Olivia took us to the Serena mall to see a woman making batik in the traditional method. Young girls, as young as 10 years old, sit and lay wax layers of design on fabric with a wax dipper which looks like a pipe with a spout, through which the molten wax runs. This woman has been doing this since she was 10, and is now about 35. She has the steadiest hand and can draw straight lines without a wiggle, and just inch-by-inch, creates her designs in wax. After one layer of wax, the cloth is dyed, and then new colors are blocked off with wax, the fabric is redyed, and so it continues until desired colors cover the fabric. The wax is finally soaked off or scraped off when the desired result is completed.
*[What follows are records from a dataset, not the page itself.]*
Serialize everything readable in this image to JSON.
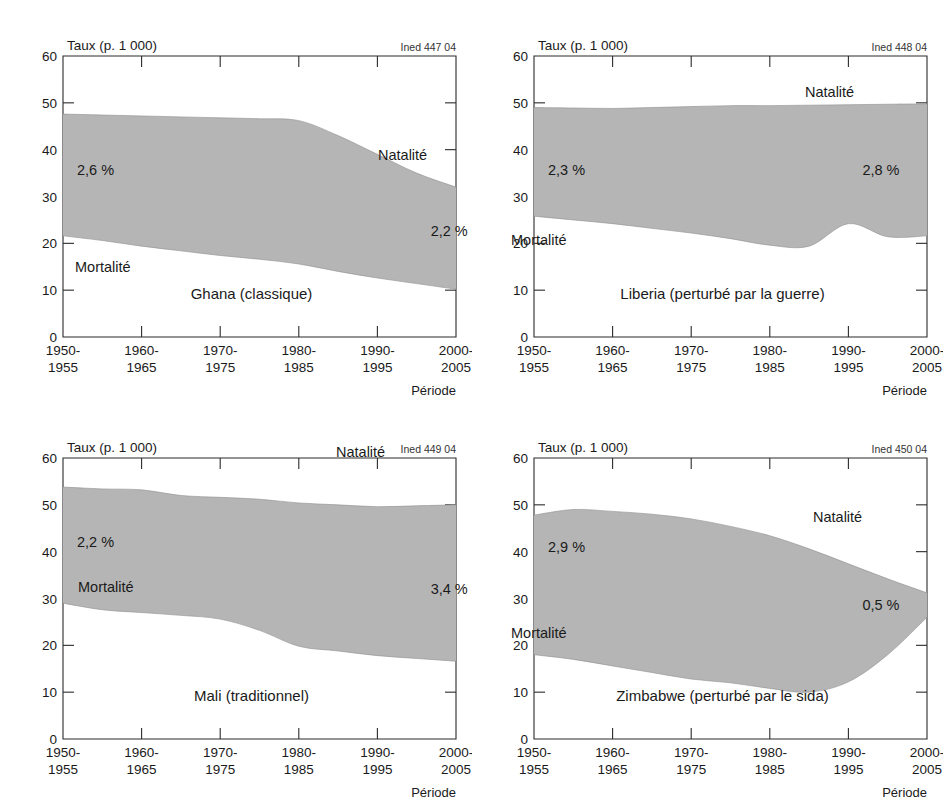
{
  "figure": {
    "axis_unit_label": "Taux (p. 1 000)",
    "x_axis_title": "Période",
    "series_labels": {
      "birth": "Natalité",
      "death": "Mortalité"
    },
    "y_ticks": [
      "0",
      "10",
      "20",
      "30",
      "40",
      "50",
      "60"
    ],
    "x_tick_lines": [
      [
        "1950-",
        "1955"
      ],
      [
        "1960-",
        "1965"
      ],
      [
        "1970-",
        "1975"
      ],
      [
        "1980-",
        "1985"
      ],
      [
        "1990-",
        "1995"
      ],
      [
        "2000-",
        "2005"
      ]
    ],
    "colors": {
      "area_fill": "#b5b5b5",
      "axis": "#2b2b2b",
      "text": "#1a1a1a",
      "background": "#ffffff"
    }
  },
  "chart_data": [
    {
      "type": "area",
      "panel": 0,
      "title": "Ghana (classique)",
      "ined_code": "Ined 447 04",
      "xlabel": "Période",
      "ylabel": "Taux (p. 1 000)",
      "ylim": [
        0,
        60
      ],
      "grid": false,
      "categories": [
        "1950-1955",
        "1955-1960",
        "1960-1965",
        "1965-1970",
        "1970-1975",
        "1975-1980",
        "1980-1985",
        "1985-1990",
        "1990-1995",
        "1995-2000",
        "2000-2005"
      ],
      "series": [
        {
          "name": "Natalité",
          "values": [
            47.6,
            47.4,
            47.2,
            47.0,
            46.8,
            46.6,
            46.2,
            43.0,
            39.0,
            35.0,
            32.0
          ]
        },
        {
          "name": "Mortalité",
          "values": [
            21.6,
            20.6,
            19.4,
            18.4,
            17.4,
            16.6,
            15.6,
            14.0,
            12.6,
            11.4,
            10.2
          ]
        }
      ],
      "annotations": [
        {
          "text": "2,6 %",
          "x": "1950-1955",
          "value": 34.5
        },
        {
          "text": "2,2 %",
          "x": "1995-2000",
          "value": 21.5
        }
      ]
    },
    {
      "type": "area",
      "panel": 1,
      "title": "Liberia (perturbé par la guerre)",
      "ined_code": "Ined 448 04",
      "xlabel": "Période",
      "ylabel": "Taux (p. 1 000)",
      "ylim": [
        0,
        60
      ],
      "grid": false,
      "categories": [
        "1950-1955",
        "1955-1960",
        "1960-1965",
        "1965-1970",
        "1970-1975",
        "1975-1980",
        "1980-1985",
        "1985-1990",
        "1990-1995",
        "1995-2000",
        "2000-2005"
      ],
      "series": [
        {
          "name": "Natalité",
          "values": [
            49.0,
            48.9,
            48.8,
            49.0,
            49.2,
            49.4,
            49.4,
            49.5,
            49.6,
            49.7,
            49.8
          ]
        },
        {
          "name": "Mortalité",
          "values": [
            25.8,
            25.0,
            24.2,
            23.2,
            22.2,
            21.0,
            19.6,
            19.4,
            24.2,
            21.4,
            21.6
          ]
        }
      ],
      "annotations": [
        {
          "text": "2,3 %",
          "x": "1950-1955",
          "value": 34.5
        },
        {
          "text": "2,8 %",
          "x": "1990-1995",
          "value": 34.5
        }
      ]
    },
    {
      "type": "area",
      "panel": 2,
      "title": "Mali (traditionnel)",
      "ined_code": "Ined 449 04",
      "xlabel": "Période",
      "ylabel": "Taux (p. 1 000)",
      "ylim": [
        0,
        60
      ],
      "grid": false,
      "categories": [
        "1950-1955",
        "1955-1960",
        "1960-1965",
        "1965-1970",
        "1970-1975",
        "1975-1980",
        "1980-1985",
        "1985-1990",
        "1990-1995",
        "1995-2000",
        "2000-2005"
      ],
      "series": [
        {
          "name": "Natalité",
          "values": [
            53.8,
            53.4,
            53.2,
            52.0,
            51.6,
            51.2,
            50.4,
            50.0,
            49.6,
            49.8,
            50.0
          ]
        },
        {
          "name": "Mortalité",
          "values": [
            29.0,
            27.6,
            27.0,
            26.4,
            25.6,
            23.2,
            19.8,
            18.8,
            17.8,
            17.2,
            16.6
          ]
        }
      ],
      "annotations": [
        {
          "text": "2,2 %",
          "x": "1950-1955",
          "value": 41.0
        },
        {
          "text": "3,4 %",
          "x": "1995-2000",
          "value": 31.0
        }
      ]
    },
    {
      "type": "area",
      "panel": 3,
      "title": "Zimbabwe (perturbé par le sida)",
      "ined_code": "Ined 450 04",
      "xlabel": "Période",
      "ylabel": "Taux (p. 1 000)",
      "ylim": [
        0,
        60
      ],
      "grid": false,
      "categories": [
        "1950-1955",
        "1955-1960",
        "1960-1965",
        "1965-1970",
        "1970-1975",
        "1975-1980",
        "1980-1985",
        "1985-1990",
        "1990-1995",
        "1995-2000",
        "2000-2005"
      ],
      "series": [
        {
          "name": "Natalité",
          "values": [
            47.8,
            49.0,
            48.6,
            48.0,
            47.0,
            45.4,
            43.4,
            40.6,
            37.4,
            34.2,
            31.2
          ]
        },
        {
          "name": "Mortalité",
          "values": [
            18.0,
            17.0,
            15.6,
            14.2,
            12.8,
            12.0,
            10.8,
            10.0,
            12.2,
            18.0,
            26.0
          ]
        }
      ],
      "annotations": [
        {
          "text": "2,9 %",
          "x": "1950-1955",
          "value": 40.0
        },
        {
          "text": "0,5 %",
          "x": "1990-1995",
          "value": 27.5
        }
      ]
    }
  ]
}
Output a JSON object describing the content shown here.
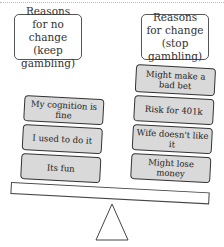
{
  "diagram": {
    "type": "balance-scale / decisional balance",
    "left_header": "Reasons for no change (keep gambling)",
    "right_header": "Reasons for change (stop gambling)",
    "left_items": [
      "My cognition is fine",
      "I used to do it",
      "Its fun"
    ],
    "right_items": [
      "Might make a bad bet",
      "Risk for 401k",
      "Wife doesn't like it",
      "Might lose money"
    ],
    "tilt": "right side heavier (scale tilts down to the right)",
    "colors": {
      "card_fill": "#d9d9d9",
      "card_border": "#333333",
      "header_border": "#555555"
    }
  }
}
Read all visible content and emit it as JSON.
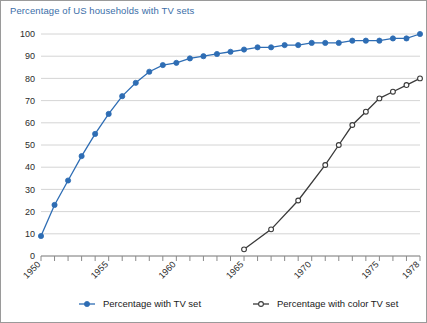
{
  "chart_data": {
    "type": "line",
    "title": "Percentage of US households with TV sets",
    "xlabel": "",
    "ylabel": "",
    "xlim": [
      1950,
      1978
    ],
    "ylim": [
      0,
      100
    ],
    "grid": true,
    "legend_position": "bottom",
    "y_ticks": [
      0,
      10,
      20,
      30,
      40,
      50,
      60,
      70,
      80,
      90,
      100
    ],
    "x_ticks": [
      1950,
      1951,
      1952,
      1953,
      1954,
      1955,
      1956,
      1957,
      1958,
      1959,
      1960,
      1961,
      1962,
      1963,
      1964,
      1965,
      1966,
      1967,
      1968,
      1969,
      1970,
      1971,
      1972,
      1973,
      1974,
      1975,
      1976,
      1977,
      1978
    ],
    "x_tick_labels": [
      {
        "value": 1950,
        "label": "1950"
      },
      {
        "value": 1955,
        "label": "1955"
      },
      {
        "value": 1960,
        "label": "1960"
      },
      {
        "value": 1965,
        "label": "1965"
      },
      {
        "value": 1970,
        "label": "1970"
      },
      {
        "value": 1975,
        "label": "1975"
      },
      {
        "value": 1978,
        "label": "1978"
      }
    ],
    "series": [
      {
        "name": "Percentage with TV set",
        "color": "#2E6DB4",
        "marker": "filled-circle",
        "x": [
          1950,
          1951,
          1952,
          1953,
          1954,
          1955,
          1956,
          1957,
          1958,
          1959,
          1960,
          1961,
          1962,
          1963,
          1964,
          1965,
          1966,
          1967,
          1968,
          1969,
          1970,
          1971,
          1972,
          1973,
          1974,
          1975,
          1976,
          1977,
          1978
        ],
        "values": [
          9,
          23,
          34,
          45,
          55,
          64,
          72,
          78,
          83,
          86,
          87,
          89,
          90,
          91,
          92,
          93,
          94,
          94,
          95,
          95,
          96,
          96,
          96,
          97,
          97,
          97,
          98,
          98,
          100
        ]
      },
      {
        "name": "Percentage with color TV set",
        "color": "#3a3a3a",
        "marker": "open-circle",
        "x": [
          1965,
          1967,
          1969,
          1971,
          1972,
          1973,
          1974,
          1975,
          1976,
          1977,
          1978
        ],
        "values": [
          3,
          12,
          25,
          41,
          50,
          59,
          65,
          71,
          74,
          77,
          80
        ]
      }
    ]
  },
  "legend": {
    "items": [
      {
        "label": "Percentage with TV set",
        "color": "#2E6DB4",
        "marker": "filled-circle"
      },
      {
        "label": "Percentage with color TV set",
        "color": "#3a3a3a",
        "marker": "open-circle"
      }
    ]
  }
}
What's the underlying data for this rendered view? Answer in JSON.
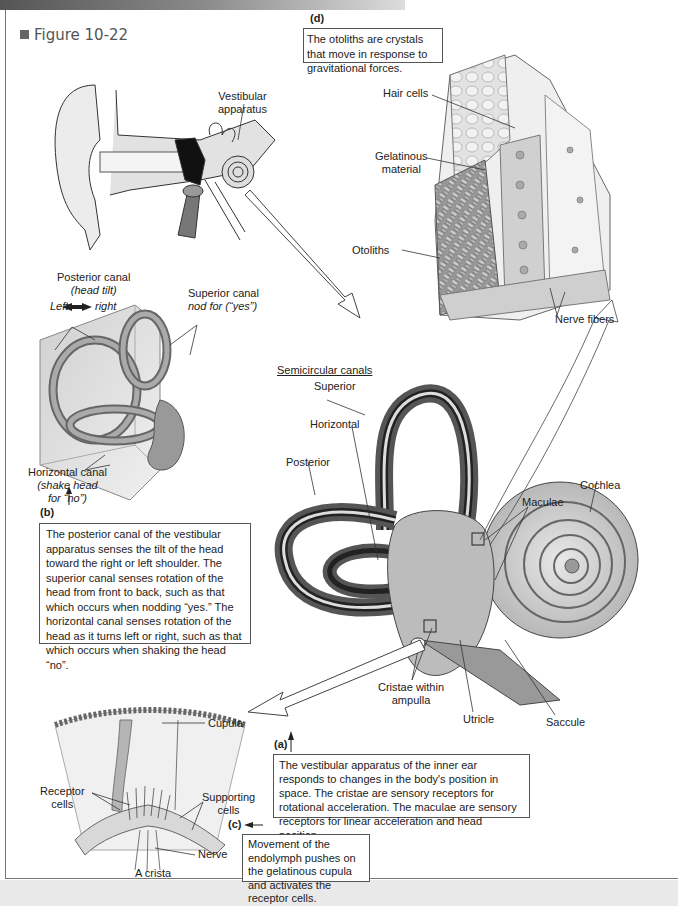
{
  "figure": {
    "title": "Figure 10-22"
  },
  "panels": {
    "a": {
      "tag": "(a)",
      "caption": "The vestibular apparatus of the inner ear responds to changes in the body's position in space.  The cristae are sensory receptors for rotational acceleration. The maculae are sensory receptors for linear acceleration and head position.",
      "labels": {
        "section_heading": "Semicircular canals",
        "superior": "Superior",
        "horizontal": "Horizontal",
        "posterior": "Posterior",
        "cochlea": "Cochlea",
        "maculae": "Maculae",
        "cristae_line1": "Cristae within",
        "cristae_line2": "ampulla",
        "utricle": "Utricle",
        "saccule": "Saccule"
      }
    },
    "b": {
      "tag": "(b)",
      "caption": "The posterior canal of the vestibular apparatus senses the tilt of the head toward the right or left shoulder.  The superior canal senses rotation of the head from front to back, such as that which occurs when nodding “yes.” The horizontal canal senses rotation of the head as it turns left or right, such as that which occurs when shaking the head “no”.",
      "labels": {
        "posterior_canal": "Posterior canal",
        "posterior_note": "(head tilt)",
        "left": "Left",
        "right": "right",
        "superior_canal": "Superior canal",
        "superior_note": "nod for (“yes”)",
        "horizontal_canal": "Horizontal canal",
        "horizontal_note1": "(shake head",
        "horizontal_note2": "for “no”)"
      }
    },
    "c": {
      "tag": "(c)",
      "caption": "Movement of the endolymph pushes on the gelatinous cupula and activates the receptor cells.",
      "labels": {
        "cupula": "Cupula",
        "receptor_line1": "Receptor",
        "receptor_line2": "cells",
        "supporting_line1": "Supporting",
        "supporting_line2": "cells",
        "nerve": "Nerve",
        "crista": "A crista"
      }
    },
    "d": {
      "tag": "(d)",
      "caption": "The otoliths are crystals that move in response to gravitational forces.",
      "labels": {
        "hair_cells": "Hair cells",
        "gelatinous_line1": "Gelatinous",
        "gelatinous_line2": "material",
        "otoliths": "Otoliths",
        "nerve_fibers": "Nerve fibers"
      }
    },
    "ear": {
      "labels": {
        "vestibular_line1": "Vestibular",
        "vestibular_line2": "apparatus"
      }
    }
  }
}
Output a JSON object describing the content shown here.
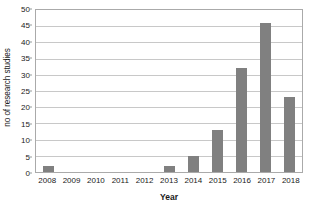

The smoke from the wax is very strong smelling, and the women and young girls who do this usually are housed in dark, poorly ventilated rooms, sit on the floor, and make very little moneyfrom this painstaking labor. They are incredible artists. Batik is Indonesia's traditional dress/fabric/and each tribe has it's own design. There are just thousands of masterful designs to choose from. Silk batiks are the most expensive, but the coolest, the most delicate, and are truly exquisite.

The Indonesian President has decreed that on Fridays, the whole nation should wear batik to show solidarity. This is a fairly new law, but it has helped the batik industry to skyrocket and certainly does lend a feeling of "belonging" when all attempt to follow his rule.


BTW, there will be Presidential elections on July 8th. The current President, Susilo Bambang Yudhoyono has been President since October 2004 and is widely expected to be reelected, but time will tell. Pray for a peaceful outcome!







This was taken outside the mall on Saturday night while waiting for our driver. The crowds at malls indicates that there is a very wealthy segment of this population despite the abysmal poverty in all directions.